Donald Trump has been insisting that “the wall” is a national security issue. He’ll have to make that claim during his eight minutes of terror on Tuesday night if he actually wants to put any cash behind his declaration of a national emergency. To support that unsupportable position, Trump has been claiming that thousands of terrorists have been pouring over the southern border.
Desperate to provide some basis for Trump’s claims, the Department of Homeland security issued a “fact sheet” stating that “3,755 known or suspected terrorists tried to enter or travel to the United States in fiscal year 2017.” Sarah Sanders rounded up to 4,000 when repeating this claim in an interview.
But those numbers don’t have anything to do with the border. That’s the number from all points of entry, including not just Canada, but every airport in the nation. In fact, that includes every airport in the world. Because most of those who were stopped were stopped before they ever got on a flight. These aren’t dangerous people who were tackled crossing a U.S. border. They’re people who were simply denied a flight somewhere, anywhere, in the world.
Even then, it’s not a true statement that more than 3,000 terrorists were stopped. That’s everyone who was a known or suspected terrorist—including people whose only crime was displaying a “terroristic travel pattern.” Many of those “suspected terrorists” were stopped from entering the United States just because they came from, or visited, a place DHS considers terrorist-y, with no other evidence that they were in any way involved in terrorism. And even the “known terrorists” weren’t necessarily known terrorists, since many of these stops seemed to be cases of mistaken identity, with people stopped from traveling just because they shared all or part of a name with someone on the no-fly list.
If there was a wall across the southern border, and that wall somehow let in all the good people and stopped all the bad people, just how many bad people would that be?
CNN reports that number was “about a dozen” according to officials—though they didn’t provide a scale for “about.” Military Times notes that Trump had recently given a number of 10 “very serious people.” Except Trump made it 10 people a day rather than a dozen a year. So perhaps “about a dozen” is actually 10. Of that “about,” DHS went on to say that “about half” tried to illegally enter the United States. So, if completely built, and completely effective, the wall would stop … would that be two people? Maybe five? Six at the most?
The State Department report for 2016 had a more precise number. That report stated there was “no credible information that any member of a terrorist group has traveled through Mexico to gain access to the United States." Zero. The real number is zero.
The Military Times article documents the development of Trump’s claims about terrorists on the border. That started with the 2017 State Department report showing no evidence that there had been any terrorists crossing from Mexico. But that report was followed last January with a DHS report concerning about seven “encounters” a day with people trying to enter the United States. Again, that would be people everywhere in the world, including at every airport and at every embassy or consulate where people go to apply for visas. Then Trump made his declaration about 10 “very serious” people.
But honestly, trying to connect those reports to Trump’s statement is rather pointless. It seems clear that Trump got his “very serious” number from the place he gets all his other numbers: straight out of his ass.
Scaring people about the southern border has been part of Trump’s play from he beginning. And it’s not just Trump. Plenty of Republicans have made statements about the dangerous terrorists swarming over the border, with claims that Middle Eastern terrorists were mingling with people coming from Honduras—because all brown people obviously look alike. But then, the Republican lieutenant governor of Texas was already claiming that Islamic prayer mats were littering the Texas countryside in 2014.
In a speech in Washington, D.C., on Friday, outgoing Lt. Gov. David Dewhurst doubled down on claims that Muslim prayer rugs had been found on the Texas-Mexico border.
"Prayer rugs have recently been found on the Texas side of the border in the brush," Dewhurst said at the Values Voter Summit, according to a report on Friday by Talking Points Memo, a liberal news site.
There were exactly as many prayer rugs then as there are terrorists now. The biggest threat to America’s southern border isn’t Middle Eastern terrorists. It’s Donald Trump’s wall, and the lawless actions he’s willing to take in order to see it built.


- [Assigned task] Your answer should be every line of the entries that has the string "layers" in it.
[Given data Boundary: Start]
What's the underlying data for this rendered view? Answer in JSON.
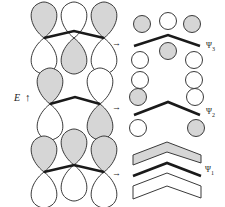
{
  "figure": {
    "type": "molecular-orbital-diagram",
    "system": "allyl pi system (3 p-orbitals)",
    "background_color": "#ffffff",
    "lobe_shaded_color": "#d6d6d6",
    "lobe_white_color": "#ffffff",
    "outline_color": "#3a3a3a",
    "bond_color": "#1a1a1a",
    "energy_axis": {
      "label": "E",
      "arrow_glyph": "↑",
      "direction": "up",
      "meaning": "increasing energy upward"
    },
    "transform_arrow_glyph": "→",
    "rows": [
      {
        "id": "psi3",
        "order_from_top": 1,
        "label": "Ψ",
        "subscript": "3",
        "nodes": 2,
        "left_panel": {
          "view": "side-on p orbitals",
          "orbital_count": 3,
          "phases_top": [
            "shaded",
            "white",
            "shaded"
          ],
          "phases_bottom": [
            "white",
            "shaded",
            "white"
          ],
          "connector": "peak"
        },
        "right_panel": {
          "view": "top-down lobes",
          "above_line": [
            "shaded",
            "white",
            "shaded"
          ],
          "below_line": [
            "white",
            "shaded",
            "white"
          ],
          "separator": "bent-line"
        }
      },
      {
        "id": "psi2",
        "order_from_top": 2,
        "label": "Ψ",
        "subscript": "2",
        "nodes": 1,
        "left_panel": {
          "view": "side-on p orbitals",
          "orbital_count": 2,
          "phases_top": [
            "shaded",
            "white"
          ],
          "phases_bottom": [
            "white",
            "shaded"
          ],
          "connector": "valley-then-peak"
        },
        "right_panel": {
          "view": "top-down lobes",
          "above_line": [
            "shaded",
            "none",
            "white"
          ],
          "below_line": [
            "white",
            "none",
            "shaded"
          ],
          "separator": "bent-line"
        }
      },
      {
        "id": "psi1",
        "order_from_top": 3,
        "label": "Ψ",
        "subscript": "1",
        "nodes": 0,
        "left_panel": {
          "view": "side-on p orbitals",
          "orbital_count": 3,
          "phases_top": [
            "shaded",
            "shaded",
            "shaded"
          ],
          "phases_bottom": [
            "white",
            "white",
            "white"
          ],
          "connector": "peak"
        },
        "right_panel": {
          "view": "top-down merged lobes",
          "above_line": [
            "shaded-chevron-band"
          ],
          "below_line": [
            "white-chevron-band"
          ],
          "separator": "bent-line"
        }
      }
    ]
  }
}
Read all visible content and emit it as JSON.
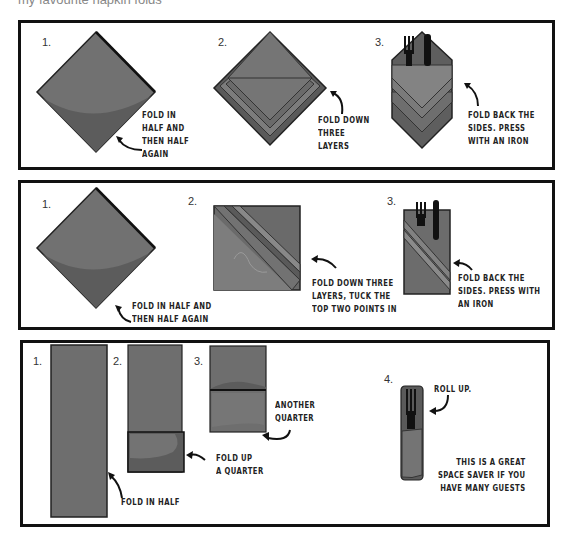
{
  "header": {
    "caption": "my favourite napkin folds"
  },
  "colors": {
    "napkin": "#6e6e6e",
    "napkin_shade": "#5a5a5a",
    "napkin_light": "#858585",
    "border": "#111111",
    "text": "#222222"
  },
  "panels": [
    {
      "steps": [
        {
          "number": "1.",
          "note": [
            "Fold in",
            "half and",
            "then half",
            "again"
          ],
          "icon": "diamond-napkin"
        },
        {
          "number": "2.",
          "note": [
            "Fold down",
            "three",
            "layers"
          ],
          "icon": "layered-diamond-napkin"
        },
        {
          "number": "3.",
          "note": [
            "Fold back the",
            "sides. Press",
            "with an iron"
          ],
          "icon": "pocket-napkin-with-cutlery"
        }
      ]
    },
    {
      "steps": [
        {
          "number": "1.",
          "note": [
            "Fold in half and",
            "then half again"
          ],
          "icon": "diamond-napkin"
        },
        {
          "number": "2.",
          "note": [
            "Fold down three",
            "layers, tuck the",
            "top two points in"
          ],
          "icon": "square-diagonal-layers-napkin"
        },
        {
          "number": "3.",
          "note": [
            "Fold back the",
            "sides. Press with",
            "an iron"
          ],
          "icon": "rectangular-pocket-with-cutlery"
        }
      ]
    },
    {
      "steps": [
        {
          "number": "1.",
          "note": [
            "Fold in half"
          ],
          "icon": "tall-rectangle-napkin"
        },
        {
          "number": "2.",
          "note": [
            "Fold up",
            "a quarter"
          ],
          "icon": "folded-up-quarter-napkin"
        },
        {
          "number": "3.",
          "note": [
            "Another",
            "quarter"
          ],
          "icon": "folded-another-quarter-napkin"
        },
        {
          "number": "4.",
          "note": [
            "Roll up."
          ],
          "icon": "rolled-napkin-with-fork"
        }
      ],
      "tip": [
        "This is a great",
        "space saver if you",
        "have many guests"
      ]
    }
  ]
}
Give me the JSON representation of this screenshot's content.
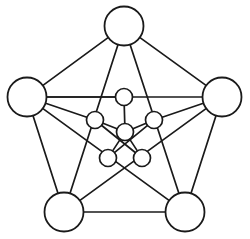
{
  "figure": {
    "background_color": "#ffffff",
    "stroke_color": "#1a1a1a",
    "node_fill_color": "#ffffff",
    "width": 250,
    "height": 239
  },
  "chart_data": {
    "type": "diagram",
    "title": "",
    "node_count": 11,
    "edge_count": 20,
    "nodes": [
      {
        "id": "top",
        "label": "",
        "group": "outer",
        "x": 124,
        "y": 26,
        "r": 19.5
      },
      {
        "id": "left",
        "label": "",
        "group": "outer",
        "x": 27,
        "y": 97,
        "r": 19.5
      },
      {
        "id": "right",
        "label": "",
        "group": "outer",
        "x": 222,
        "y": 97,
        "r": 19.5
      },
      {
        "id": "bottom_left",
        "label": "",
        "group": "outer",
        "x": 64,
        "y": 212,
        "r": 19.5
      },
      {
        "id": "bottom_right",
        "label": "",
        "group": "outer",
        "x": 185,
        "y": 212,
        "r": 19.5
      },
      {
        "id": "inner_top",
        "label": "",
        "group": "inner",
        "x": 124,
        "y": 97,
        "r": 8.5
      },
      {
        "id": "inner_left",
        "label": "",
        "group": "inner",
        "x": 95,
        "y": 120,
        "r": 8.5
      },
      {
        "id": "inner_right",
        "label": "",
        "group": "inner",
        "x": 154,
        "y": 120,
        "r": 8.5
      },
      {
        "id": "inner_center",
        "label": "",
        "group": "inner",
        "x": 125,
        "y": 132,
        "r": 8.5
      },
      {
        "id": "inner_bottom_left",
        "label": "",
        "group": "inner",
        "x": 108,
        "y": 158,
        "r": 8.5
      },
      {
        "id": "inner_bottom_right",
        "label": "",
        "group": "inner",
        "x": 142,
        "y": 158,
        "r": 8.5
      }
    ],
    "edges": [
      {
        "from": "top",
        "to": "left"
      },
      {
        "from": "top",
        "to": "right"
      },
      {
        "from": "left",
        "to": "bottom_left"
      },
      {
        "from": "right",
        "to": "bottom_right"
      },
      {
        "from": "bottom_left",
        "to": "bottom_right"
      },
      {
        "from": "left",
        "to": "right"
      },
      {
        "from": "top",
        "to": "bottom_left"
      },
      {
        "from": "top",
        "to": "bottom_right"
      },
      {
        "from": "left",
        "to": "bottom_right"
      },
      {
        "from": "right",
        "to": "bottom_left"
      },
      {
        "from": "left",
        "to": "inner_left"
      },
      {
        "from": "right",
        "to": "inner_right"
      },
      {
        "from": "inner_top",
        "to": "inner_center"
      },
      {
        "from": "inner_left",
        "to": "inner_center"
      },
      {
        "from": "inner_right",
        "to": "inner_center"
      },
      {
        "from": "inner_bottom_left",
        "to": "inner_center"
      },
      {
        "from": "inner_bottom_right",
        "to": "inner_center"
      },
      {
        "from": "inner_left",
        "to": "inner_bottom_right"
      },
      {
        "from": "inner_right",
        "to": "inner_bottom_left"
      },
      {
        "from": "inner_top",
        "to": "left"
      }
    ]
  }
}
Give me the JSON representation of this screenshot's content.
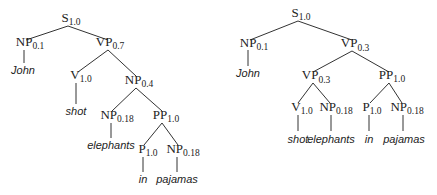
{
  "trees": [
    {
      "id": "left-tree",
      "nodes": [
        {
          "label": "S",
          "prob": "1.0",
          "x": 71,
          "y": 22
        },
        {
          "label": "NP",
          "prob": "0.1",
          "x": 30,
          "y": 46
        },
        {
          "label": "VP",
          "prob": "0.7",
          "x": 110,
          "y": 46
        },
        {
          "label": "V",
          "prob": "1.0",
          "x": 81,
          "y": 79
        },
        {
          "label": "NP",
          "prob": "0.4",
          "x": 139,
          "y": 84
        },
        {
          "label": "NP",
          "prob": "0.18",
          "x": 116,
          "y": 119
        },
        {
          "label": "PP",
          "prob": "1.0",
          "x": 165,
          "y": 119
        },
        {
          "label": "P",
          "prob": "1.0",
          "x": 148,
          "y": 153
        },
        {
          "label": "NP",
          "prob": "0.18",
          "x": 182,
          "y": 153
        }
      ],
      "words": [
        {
          "text": "John",
          "x": 22,
          "y": 73
        },
        {
          "text": "shot",
          "x": 80,
          "y": 113
        },
        {
          "text": "elephants",
          "x": 113,
          "y": 148
        },
        {
          "text": "in",
          "x": 140,
          "y": 182
        },
        {
          "text": "pajamas",
          "x": 177,
          "y": 182
        }
      ]
    },
    {
      "id": "right-tree",
      "nodes": [
        {
          "label": "S",
          "prob": "1.0",
          "x": 300,
          "y": 16
        },
        {
          "label": "NP",
          "prob": "0.1",
          "x": 254,
          "y": 46
        },
        {
          "label": "VP",
          "prob": "0.3",
          "x": 354,
          "y": 46
        },
        {
          "label": "VP",
          "prob": "0.3",
          "x": 315,
          "y": 79
        },
        {
          "label": "PP",
          "prob": "1.0",
          "x": 391,
          "y": 79
        },
        {
          "label": "V",
          "prob": "1.0",
          "x": 301,
          "y": 111
        },
        {
          "label": "NP",
          "prob": "0.18",
          "x": 335,
          "y": 111
        },
        {
          "label": "P",
          "prob": "1.0",
          "x": 371,
          "y": 111
        },
        {
          "label": "NP",
          "prob": "0.18",
          "x": 406,
          "y": 111
        }
      ],
      "words": [
        {
          "text": "John",
          "x": 244,
          "y": 75
        },
        {
          "text": "shot",
          "x": 294,
          "y": 142
        },
        {
          "text": "elephants",
          "x": 335,
          "y": 142
        },
        {
          "text": "in",
          "x": 369,
          "y": 142
        },
        {
          "text": "pajamas",
          "x": 404,
          "y": 142
        }
      ]
    }
  ]
}
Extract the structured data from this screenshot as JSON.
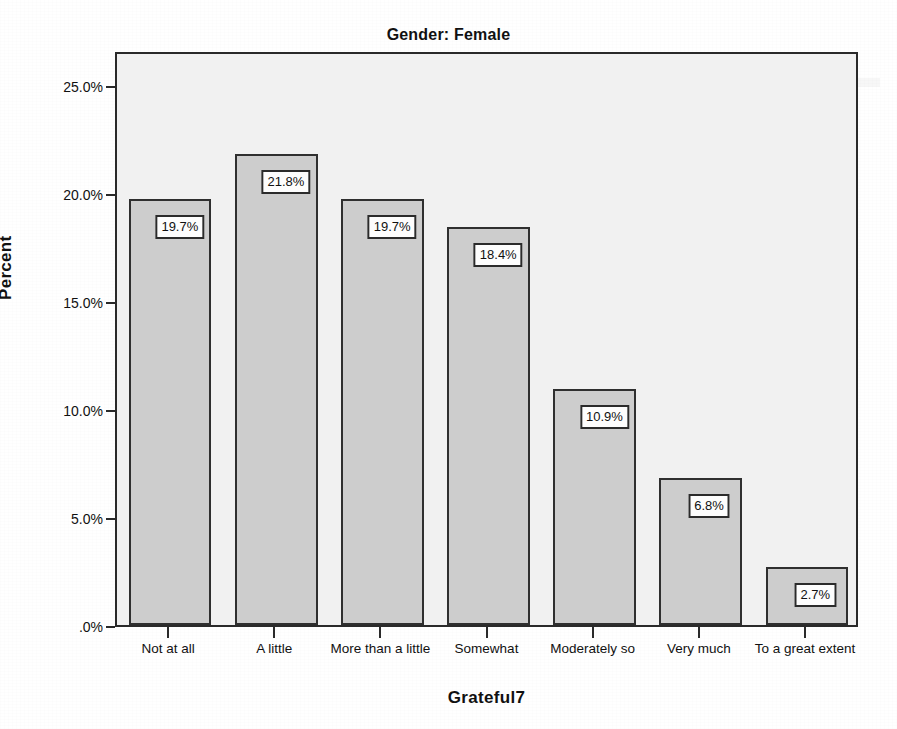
{
  "chart_data": {
    "type": "bar",
    "title": "Gender: Female",
    "xlabel": "Grateful7",
    "ylabel": "Percent",
    "categories": [
      "Not at all",
      "A little",
      "More than a little",
      "Somewhat",
      "Moderately so",
      "Very much",
      "To a great extent"
    ],
    "values": [
      19.7,
      21.8,
      19.7,
      18.4,
      10.9,
      6.8,
      2.7
    ],
    "value_labels": [
      "19.7%",
      "21.8%",
      "19.7%",
      "18.4%",
      "10.9%",
      "6.8%",
      "2.7%"
    ],
    "ylim": [
      0,
      26.6
    ],
    "ytick_values": [
      25.0,
      20.0,
      15.0,
      10.0,
      5.0,
      0.0
    ],
    "ytick_labels": [
      "25.0%",
      "20.0%",
      "15.0%",
      "10.0%",
      "5.0%",
      ".0%"
    ],
    "grid": false,
    "legend": null,
    "bar_color": "#cdcdcd",
    "bar_border_color": "#2f2f2f",
    "plot_background": "#f1f1f1",
    "page_background": "#ffffff",
    "text_color": "#111111"
  },
  "background_artifacts": {
    "note": "faint bleed-through from reverse page",
    "lines": [
      "",
      "",
      "",
      "",
      "",
      "",
      "",
      "",
      "",
      "",
      "",
      ""
    ]
  }
}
[Given data Boundary: End]
- [Response below]
            "layers"
            "layers, tuck the",
          "icon": "square-diagonal-layers-napkin"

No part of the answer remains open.